Reading various responses and closer inspection of the article made me realize that it seems what is described is more along the lines of a Natural Transformation[1] where the functors are endomorphic[2].

1 - http://www.worldwizzy.com/library/Natural_transformation

2 - https://en.wikipedia.org/wiki/Endomorphism

The author seems to be getting at something very similar to the notion of "bidirectional programming" [1][2]. It's a concept that's closely related to the indispensable "lens" library in Haskell [3].

[1] http://www.cis.upenn.edu/~bcpierce/papers/lenses-etapsslides...

[2] http://www.janis-voigtlaender.eu/papers/ThreeComplementaryAp...

[3] https://github.com/ekmett/lens

While I definitely see your point of the concept being closely related to lenses, a key differentiator to me is the incorporation of invoking a functor with the "read part" of a lens and then submitting the result to the "write part."

It's almost like a marriage of Applicative Functor[1] with Lens in a squint-your-eyes-and-tilt-your-head kind of way.

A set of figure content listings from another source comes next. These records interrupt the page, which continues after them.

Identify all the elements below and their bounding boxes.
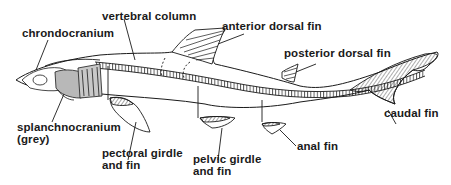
head-skeleton xyxy=(22,64,102,100)
label-anterior-dorsal-fin: anterior dorsal fin xyxy=(222,20,322,32)
leader-splanchnocranium xyxy=(52,94,64,122)
caudal-fin xyxy=(350,53,437,104)
label-posterior-dorsal-fin: posterior dorsal fin xyxy=(284,47,391,59)
leader-posterior-dorsal-fin xyxy=(296,64,316,72)
label-chrondocranium: chrondocranium xyxy=(22,27,114,39)
leader-anal-fin xyxy=(280,130,296,146)
label-vertebral-column: vertebral column xyxy=(102,10,196,22)
label-anal-fin: anal fin xyxy=(297,140,338,152)
label-splanchnocranium-line2: (grey) xyxy=(17,133,50,145)
shark-anatomy-diagram: chrondocranium vertebral column anterior… xyxy=(0,0,451,185)
anterior-dorsal-fin xyxy=(161,28,225,78)
posterior-dorsal-fin xyxy=(282,64,298,82)
label-pelvic-girdle-and-fin-line2: and fin xyxy=(193,165,231,177)
label-pelvic-girdle-and-fin-line1: pelvic girdle xyxy=(193,153,261,165)
label-pectoral-girdle-and-fin-line2: and fin xyxy=(102,159,140,171)
label-pectoral-girdle-and-fin-line1: pectoral girdle xyxy=(102,147,183,159)
label-splanchnocranium-line1: splanchnocranium xyxy=(17,121,121,133)
label-caudal-fin: caudal fin xyxy=(384,107,439,119)
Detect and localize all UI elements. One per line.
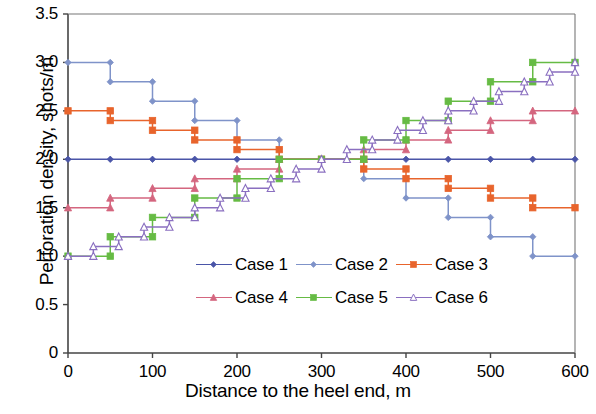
plot-area (0, 0, 596, 414)
legend-item-case-3[interactable]: Case 3 (396, 248, 496, 281)
legend-label-case-4: Case 4 (235, 288, 288, 308)
legend-marker-square-icon (309, 293, 318, 302)
legend-item-case-1[interactable]: Case 1 (196, 248, 296, 281)
legend-label-case-1: Case 1 (235, 255, 288, 275)
legend-label-case-6: Case 6 (435, 288, 488, 308)
legend-swatch-case-3 (396, 258, 432, 272)
legend-marker-triangle-icon (209, 293, 218, 302)
legend-item-case-5[interactable]: Case 5 (296, 281, 396, 314)
legend-marker-triangle-open-icon (409, 293, 418, 302)
legend-item-case-6[interactable]: Case 6 (396, 281, 496, 314)
legend-swatch-case-4 (196, 291, 232, 305)
legend-swatch-case-6 (396, 291, 432, 305)
legend-marker-diamond-icon (209, 260, 218, 269)
legend-item-case-2[interactable]: Case 2 (296, 248, 396, 281)
legend-swatch-case-2 (296, 258, 332, 272)
legend-row-2: Case 4 Case 5 Case 6 (196, 281, 496, 314)
legend-label-case-2: Case 2 (335, 255, 388, 275)
legend-marker-square-icon (409, 260, 418, 269)
chart-figure: Perforation density, shots/m Distance to… (0, 0, 596, 414)
legend-swatch-case-1 (196, 258, 232, 272)
legend-swatch-case-5 (296, 291, 332, 305)
legend-row-1: Case 1 Case 2 Case 3 (196, 248, 496, 281)
chart-legend: Case 1 Case 2 Case 3 Case 4 Case 5 (196, 248, 496, 314)
legend-item-case-4[interactable]: Case 4 (196, 281, 296, 314)
legend-marker-diamond-icon (309, 260, 318, 269)
legend-label-case-3: Case 3 (435, 255, 488, 275)
legend-label-case-5: Case 5 (335, 288, 388, 308)
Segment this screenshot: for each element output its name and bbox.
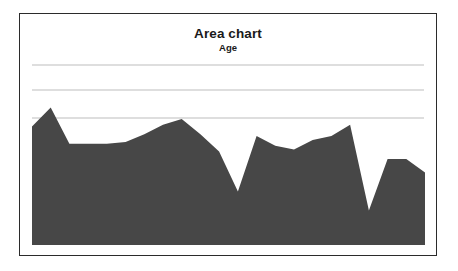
chart-card: Area chart Age [19, 13, 437, 256]
gridlines [32, 65, 424, 118]
area-series-age [32, 108, 425, 246]
title-block: Area chart Age [20, 26, 436, 54]
page-title: Area chart [20, 26, 436, 41]
chart-subtitle: Age [20, 42, 436, 54]
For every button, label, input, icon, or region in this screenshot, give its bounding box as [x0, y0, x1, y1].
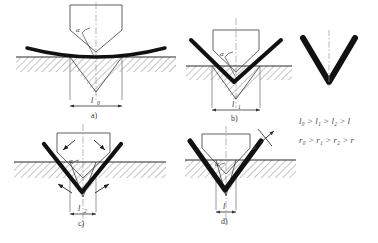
- length-relation: l₀ > l₁ > l₂ > l: [299, 116, 351, 126]
- panel-label-c: c): [78, 219, 85, 228]
- panel-label-d: d): [221, 217, 228, 226]
- panel-label-a: a): [91, 111, 98, 120]
- angle-label-a: α: [76, 26, 80, 34]
- panel-label-b: b): [231, 114, 238, 123]
- dimension-sub-b: 1: [238, 104, 241, 110]
- dimension-sub-c: 2: [84, 208, 87, 214]
- dimension-sub-a: 0: [97, 100, 100, 106]
- figure-canvas: α l 0 a) α l 1: [0, 0, 378, 243]
- v-bending-diagram: α l 0 a) α l 1: [0, 0, 378, 243]
- angle-label-d: α: [215, 160, 219, 168]
- angle-label-c: α: [69, 157, 73, 165]
- radius-relation: r₀ > r₁ > r₂ > r: [299, 135, 355, 145]
- angle-label-b: α: [220, 50, 224, 58]
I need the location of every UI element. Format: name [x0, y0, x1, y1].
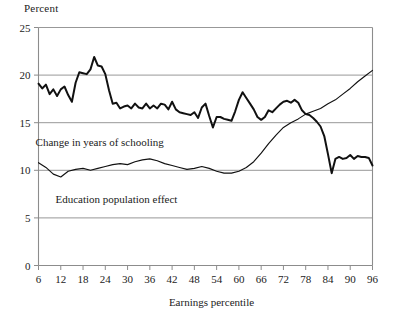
- chart-container: Percent 6121824303642485460667278849096 …: [0, 0, 393, 320]
- y-tick-labels-group: 0510152025: [20, 22, 32, 272]
- series-annotation-2: Education population effect: [55, 193, 177, 205]
- series-line-2: [39, 70, 373, 177]
- y-tick-label-15: 15: [20, 117, 32, 129]
- x-tick-label-90: 90: [345, 273, 357, 285]
- x-tick-label-18: 18: [78, 273, 90, 285]
- x-tick-label-30: 30: [122, 273, 134, 285]
- x-tick-label-84: 84: [322, 273, 334, 285]
- x-tick-label-36: 36: [144, 273, 156, 285]
- x-tick-label-6: 6: [36, 273, 42, 285]
- x-tick-marks-group: [39, 266, 373, 271]
- y-tick-label-20: 20: [20, 69, 32, 81]
- x-tick-label-78: 78: [300, 273, 312, 285]
- x-axis-title-text: Earnings percentile: [139, 296, 254, 308]
- x-tick-label-60: 60: [233, 273, 245, 285]
- x-tick-label-66: 66: [256, 273, 268, 285]
- x-tick-label-42: 42: [167, 273, 178, 285]
- gridlines-group: [39, 28, 373, 218]
- y-tick-label-25: 25: [20, 22, 32, 34]
- series-line-1: [39, 57, 373, 173]
- x-tick-label-96: 96: [367, 273, 379, 285]
- x-tick-labels-group: 6121824303642485460667278849096: [36, 273, 379, 285]
- line-chart-plot: 6121824303642485460667278849096 05101520…: [0, 0, 393, 320]
- x-tick-label-72: 72: [278, 273, 289, 285]
- x-tick-label-24: 24: [100, 273, 112, 285]
- y-tick-label-0: 0: [25, 260, 31, 272]
- series-annotation-1: Change in years of schooling: [36, 136, 165, 148]
- y-tick-label-10: 10: [20, 164, 32, 176]
- x-tick-label-12: 12: [55, 273, 66, 285]
- x-tick-label-54: 54: [211, 273, 223, 285]
- x-axis-title: Earnings percentile: [0, 296, 393, 308]
- x-tick-label-48: 48: [189, 273, 201, 285]
- y-tick-label-5: 5: [25, 212, 31, 224]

1 - https://wiki.haskell.org/Applicative_functor

A natural transformation between endofunctors? How exactly? That's just a family of functions

    µ : F(x) -> G(x)
such that for all (f : x -> y), (F(f);µ == µ;G(f)). I don't see how that's capturing anything interesting here. If µ were a natural isomorphism with inverse µ- then there'd be laws like (F(f) == µ;G(f);µ-), but this exactly involves introducing an inverse so the natural transformation didn't buy much.
I thought of endofunctors due to morphisms remaining in the same domain (satisfying the homogeneous domain/codomain requirement of natural transformations), though perhaps a better description would have been to constrain the functors to injective arrows instead.